Friday, July 17, 2009

Is Discrimination Standardized

One argument against the confirmation of Judge Sotomayor centers around her ruling in the New Haven firefighters case - when she supported the city's decision to throw out the results of standardized test for promotions when only white firefighters passed. The white firefighters sued - and were eventually supported in a 5-4 Supreme Court decision. Thus, the big question is where the discrimination is happening .... and there are obviously two camps on this.

Mike Littwin of the Denver Post asks some good questions in this article:

This is not a new story. For whatever reason — skewed tests, too many failing schools, too many single-family homes, continuing effects of segregation, some other explanation short of a bell curve — blacks do not score nearly as well as whites on standardized tests.

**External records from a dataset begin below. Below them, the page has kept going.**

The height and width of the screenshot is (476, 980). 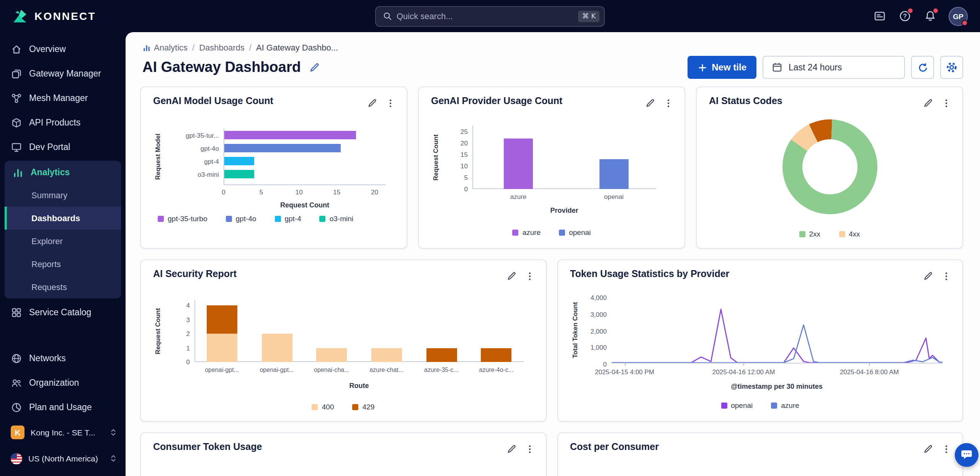 I want to click on legend-label: 4xx, so click(x=854, y=234).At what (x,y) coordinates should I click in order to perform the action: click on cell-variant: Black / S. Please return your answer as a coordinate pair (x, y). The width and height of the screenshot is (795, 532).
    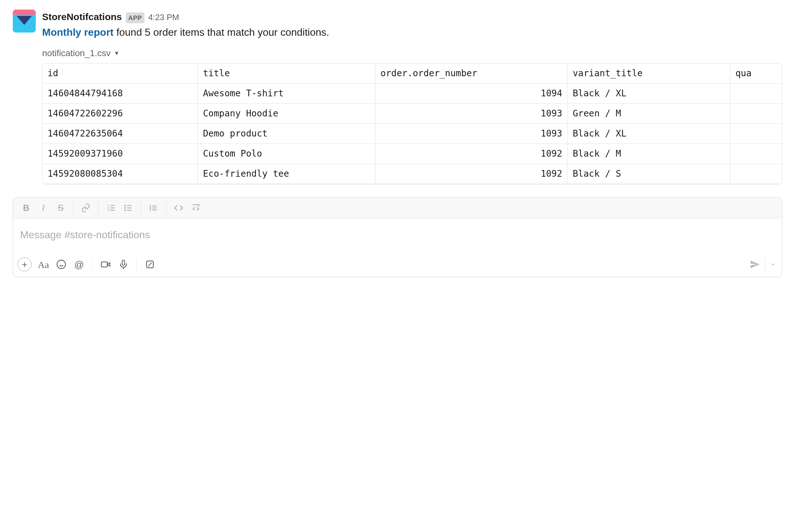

If standardized tests play a key role in getting into college, in getting into law school, in becoming a lieutenant in the fire department, what are we, as a society that values opportunity, supposed to do if too few blacks and other minorities qualify?

One answer is to do nothing, except quote the Rev. Martin Luther King's line about the quality of our character — as if King wouldn't be on the side of affirmative action.

Another answer is to recognize the problem — as, say, the U.S. Army has done — and find a way to pick out otherwise qualified applicants.

New Haven clearly hadn't offered a test that was meant to discriminate. And yet, the test left the city, one with a majority-minority population, with a new class of nearly all white officers in its fire department. How do you resolve discrimination that isn't exactly discrimination?

There is validity to both sides. The white firefighters certainly don't deserve to have their results invalidated - we can and should be sympathetic to their cause. However, isn't there some pretty obvious problems with a test that seems to be systematically prohibitive to minorities.

Herein lies the problem with discrimination, affirmative action, and the use of standardized assessments.